Exercise description: Restate the records that follow. Every word must match.
=======
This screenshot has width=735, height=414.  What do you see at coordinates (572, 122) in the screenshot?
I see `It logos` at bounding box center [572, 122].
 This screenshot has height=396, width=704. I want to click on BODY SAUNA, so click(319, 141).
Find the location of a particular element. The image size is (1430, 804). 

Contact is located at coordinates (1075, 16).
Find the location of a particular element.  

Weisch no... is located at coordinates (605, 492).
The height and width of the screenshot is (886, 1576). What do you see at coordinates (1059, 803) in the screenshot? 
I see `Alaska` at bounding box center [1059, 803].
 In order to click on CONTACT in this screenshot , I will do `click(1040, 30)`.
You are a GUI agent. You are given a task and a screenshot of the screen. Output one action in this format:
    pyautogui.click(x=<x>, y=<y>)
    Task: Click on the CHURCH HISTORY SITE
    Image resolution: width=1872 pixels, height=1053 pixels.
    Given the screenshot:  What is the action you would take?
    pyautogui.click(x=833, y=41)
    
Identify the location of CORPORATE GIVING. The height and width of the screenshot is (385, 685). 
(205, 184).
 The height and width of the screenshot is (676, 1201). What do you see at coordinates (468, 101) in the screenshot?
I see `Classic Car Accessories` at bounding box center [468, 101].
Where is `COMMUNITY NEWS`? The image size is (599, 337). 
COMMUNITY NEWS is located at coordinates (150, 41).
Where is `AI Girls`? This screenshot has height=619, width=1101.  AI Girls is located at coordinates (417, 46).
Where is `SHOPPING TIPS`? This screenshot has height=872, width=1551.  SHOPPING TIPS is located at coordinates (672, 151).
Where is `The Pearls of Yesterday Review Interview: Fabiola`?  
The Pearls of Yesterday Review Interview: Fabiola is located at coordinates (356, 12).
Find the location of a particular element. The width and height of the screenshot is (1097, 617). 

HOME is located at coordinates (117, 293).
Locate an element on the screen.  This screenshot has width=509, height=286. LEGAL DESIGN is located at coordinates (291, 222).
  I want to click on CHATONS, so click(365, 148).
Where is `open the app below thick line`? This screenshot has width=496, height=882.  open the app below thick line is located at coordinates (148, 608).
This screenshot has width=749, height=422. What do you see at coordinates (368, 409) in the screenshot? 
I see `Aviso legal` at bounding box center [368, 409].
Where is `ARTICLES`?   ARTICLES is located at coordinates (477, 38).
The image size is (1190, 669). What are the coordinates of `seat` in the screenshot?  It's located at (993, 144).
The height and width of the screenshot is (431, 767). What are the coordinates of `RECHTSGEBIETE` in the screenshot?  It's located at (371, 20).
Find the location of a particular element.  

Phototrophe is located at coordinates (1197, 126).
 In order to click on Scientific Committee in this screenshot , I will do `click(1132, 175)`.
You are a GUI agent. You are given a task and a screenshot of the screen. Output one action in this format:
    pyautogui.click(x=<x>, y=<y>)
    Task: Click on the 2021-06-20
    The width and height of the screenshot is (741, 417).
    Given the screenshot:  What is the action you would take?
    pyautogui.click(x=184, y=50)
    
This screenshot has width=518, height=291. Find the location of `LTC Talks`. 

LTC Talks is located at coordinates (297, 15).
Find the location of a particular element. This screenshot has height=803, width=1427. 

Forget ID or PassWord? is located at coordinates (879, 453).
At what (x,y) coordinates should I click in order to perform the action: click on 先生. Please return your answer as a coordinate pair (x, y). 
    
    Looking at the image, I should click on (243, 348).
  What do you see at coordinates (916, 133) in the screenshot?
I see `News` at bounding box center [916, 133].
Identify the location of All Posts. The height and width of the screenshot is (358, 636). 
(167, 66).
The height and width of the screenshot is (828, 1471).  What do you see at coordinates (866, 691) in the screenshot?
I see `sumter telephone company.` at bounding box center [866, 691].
=======
Result of the exercise:
This screenshot has width=735, height=414.  What do you see at coordinates (572, 122) in the screenshot?
I see `It logos` at bounding box center [572, 122].
 This screenshot has height=396, width=704. I want to click on BODY SAUNA, so click(319, 141).
Find the location of a particular element. The image size is (1430, 804). 

Contact is located at coordinates (1075, 16).
Find the location of a particular element.  

Weisch no... is located at coordinates (605, 492).
The height and width of the screenshot is (886, 1576). What do you see at coordinates (1059, 803) in the screenshot? 
I see `Alaska` at bounding box center [1059, 803].
 In order to click on CONTACT in this screenshot , I will do `click(1040, 30)`.
You are a GUI agent. You are given a task and a screenshot of the screen. Output one action in this format:
    pyautogui.click(x=<x>, y=<y>)
    Task: Click on the CHURCH HISTORY SITE
    Image resolution: width=1872 pixels, height=1053 pixels.
    Given the screenshot:  What is the action you would take?
    pyautogui.click(x=833, y=41)
    
Identify the location of CORPORATE GIVING. The height and width of the screenshot is (385, 685). 
(205, 184).
 The height and width of the screenshot is (676, 1201). What do you see at coordinates (468, 101) in the screenshot?
I see `Classic Car Accessories` at bounding box center [468, 101].
Where is `COMMUNITY NEWS`? The image size is (599, 337). 
COMMUNITY NEWS is located at coordinates (150, 41).
Where is `AI Girls`? This screenshot has height=619, width=1101.  AI Girls is located at coordinates (417, 46).
Where is `SHOPPING TIPS`? This screenshot has height=872, width=1551.  SHOPPING TIPS is located at coordinates (672, 151).
Where is `The Pearls of Yesterday Review Interview: Fabiola`?  
The Pearls of Yesterday Review Interview: Fabiola is located at coordinates (356, 12).
Find the location of a particular element. The width and height of the screenshot is (1097, 617). 

HOME is located at coordinates (117, 293).
Locate an element on the screen.  This screenshot has width=509, height=286. LEGAL DESIGN is located at coordinates (291, 222).
  I want to click on CHATONS, so click(365, 148).
Where is `open the app below thick line`? This screenshot has width=496, height=882.  open the app below thick line is located at coordinates (148, 608).
This screenshot has width=749, height=422. What do you see at coordinates (368, 409) in the screenshot? 
I see `Aviso legal` at bounding box center [368, 409].
Where is `ARTICLES`?   ARTICLES is located at coordinates (477, 38).
The image size is (1190, 669). What are the coordinates of `seat` in the screenshot?  It's located at (993, 144).
The height and width of the screenshot is (431, 767). What are the coordinates of `RECHTSGEBIETE` in the screenshot?  It's located at (371, 20).
Find the location of a particular element.  

Phototrophe is located at coordinates (1197, 126).
 In order to click on Scientific Committee in this screenshot , I will do `click(1132, 175)`.
You are a GUI agent. You are given a task and a screenshot of the screen. Output one action in this format:
    pyautogui.click(x=<x>, y=<y>)
    Task: Click on the 2021-06-20
    The width and height of the screenshot is (741, 417).
    Given the screenshot:  What is the action you would take?
    pyautogui.click(x=184, y=50)
    
This screenshot has width=518, height=291. Find the location of `LTC Talks`. 

LTC Talks is located at coordinates (297, 15).
Find the location of a particular element. This screenshot has height=803, width=1427. 

Forget ID or PassWord? is located at coordinates (879, 453).
At what (x,y) coordinates should I click in order to perform the action: click on 先生. Please return your answer as a coordinate pair (x, y). 
    
    Looking at the image, I should click on (243, 348).
  What do you see at coordinates (916, 133) in the screenshot?
I see `News` at bounding box center [916, 133].
Identify the location of All Posts. The height and width of the screenshot is (358, 636). 
(167, 66).
The height and width of the screenshot is (828, 1471).  What do you see at coordinates (866, 691) in the screenshot?
I see `sumter telephone company.` at bounding box center [866, 691].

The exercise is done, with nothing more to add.